Rensselaer Republican, Volume 13, Number 46, Rensselaer, Jasper County, 4 August 1881 — A Talk About Bows and Arrows. [ARTICLE]
A Talk About Bows and Arrows.
Forest and Stream. “You see,** said Dr. Carver as he deposited a whole sheath of brightly feathered arrows on a table, and drew up a chair, “I must be shooting something or other all the time. If it isn’t a Winchester, its a bow and arrow. Pretty they are, but most too fine! Fancy things, these arrows, for handsome young ladies to shoot on grass plats at straw targets. Now an Indian arrow is a good bit longer—maybe thirty-two inches—and when a Sioux draws it chock up to the bow it fairly hums when he lets it fly. An Indian arrow has grooves cut in behind the barb—that is to say, the ones they use in hunting—so that the bloodcan;flow, otherwise the wound would swell and spoil. The fighting arrows are nasty things. The barb is so put on the shaft that when it hits you, tne steel, the old hoop-iron, stays in the flesh when you go to pull out the arrow. Dear sakes, what ugly wounds I have seen them make. An Indian boy begins to handle a light bow when he toddles, maybe at four or five years. His bow is taller than he is. He shoots at everything round the camp. Wnen he is twelve lie uses sharp arrows. A boy must be strong at eighteen to use a man’s bow. Now a white man who takes an Indian’s bow for the first time has all he can do to bend it. It needs some strength, but more knack. The bow is made straight When it is strung, the cord, even when in tension, almost touches the bow. It is thick, some four and a half oe five feet long—that is their hunting bow and has extra stifnees by having sinews pasted on it I have seen We-sheesa-has-ka—that is, the long man—and he was the best of the Ogalalia Sioux, kill an antelope with his arrow at 125 measured yard*.
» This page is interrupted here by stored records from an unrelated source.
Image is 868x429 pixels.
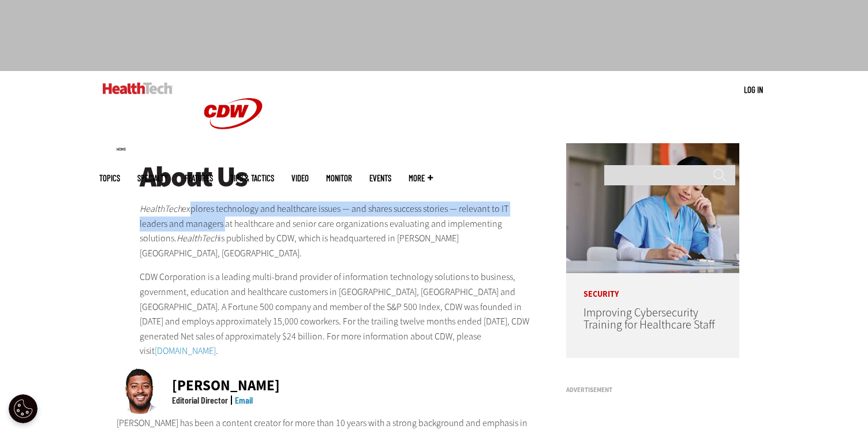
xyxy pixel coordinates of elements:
span: Topics [99,174,120,183]
h3: Advertisement [566,386,739,393]
div: User menu [744,84,763,96]
img: nurse studying on computer [566,143,739,273]
p: CDW Corporation is a leading multi-brand provider of information technology solutions to business... [139,269,536,359]
a: Video [291,174,309,183]
div: Cookie Settings [9,394,37,423]
a: CDW [190,147,277,160]
a: Log in [744,84,763,95]
a: Email [235,394,253,405]
em: HealthTech [177,232,219,244]
div: [PERSON_NAME] [172,378,280,392]
a: Events [369,174,391,183]
a: Tips & Tactics [230,174,274,183]
span: More [409,174,433,183]
a: Features [185,174,213,183]
a: [DOMAIN_NAME] [155,344,216,357]
img: Ricky Ribeiro [116,368,162,414]
button: Open Preferences [9,394,37,423]
a: MonITor [326,174,352,183]
img: Home [103,83,173,94]
span: Specialty [137,174,167,183]
div: Editorial Director [172,395,228,405]
em: HealthTech [139,203,182,214]
img: Home [190,71,277,157]
p: Security [566,273,739,298]
p: explores technology and healthcare issues — and shares success stories — relevant to IT leaders a... [139,202,536,261]
a: Improving Cybersecurity Training for Healthcare Staff [584,305,715,333]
We • shessa - has -ka was nearly seven feet tall, and a good Indian. On horsebackj broadside toa buffalo, I have more than onoe known that Indian to send that arrow through a big oow. Hie arrow hong out on the other side. The bow for horseback and war is a trifle shorter.and maybe stiller. You do not draw the arrow to the eye, but catch aim as I do when shooting from the hip. This can be acquired only by long practioe. The string is drawn by the dutch of the whole fingers, though some of the tribes use the thumb and three fingers. The long maw could shoot an arrow in the air out of sight, and so can I (the Dootor pointed to an arrow buried up to the featners in the ceiling of our offloe; his own peculiar ornamentation of the Forest and Stream sanctum). I think that in a couple of months I could get into perfect practice, for I used to hold my own with any Indian on the plains, Sometimes after I had been shooting my Winchester an Indian would oome np and show his bow and tell me his bow was ‘muche good,’ and then I used to take his own bow and beat him at it.
"To pass away the time when I was at the Brooklyn Driving Park,lbought an English bow and arrows of Holberton, and soon got into the trick ot it. I hit blocks of wood thrown into the air quite as often as I missed them. The English bows and arrows are fancy, but good. I would rather have an old Sioux one, made of hickory or ash, but the boss bow I ever owned was made of buffalo ribs. An Indian carries his quiver of arrows over his right shoulder, so that he can get his arrows quickly. When he has discharged one arrow, with the same motion that he uses in pulling the string he clutobes another arrow. If he shoots 100 yards he has three or four arrows in the air all goirg at the same time. It’s great fun shooting at;a bird with a long tail that'flies over the|prairie. Knock out his tail and his steering apparatus is gone. I have’knocked the tail out of many a one and so caught him in my hands when he tumbled.”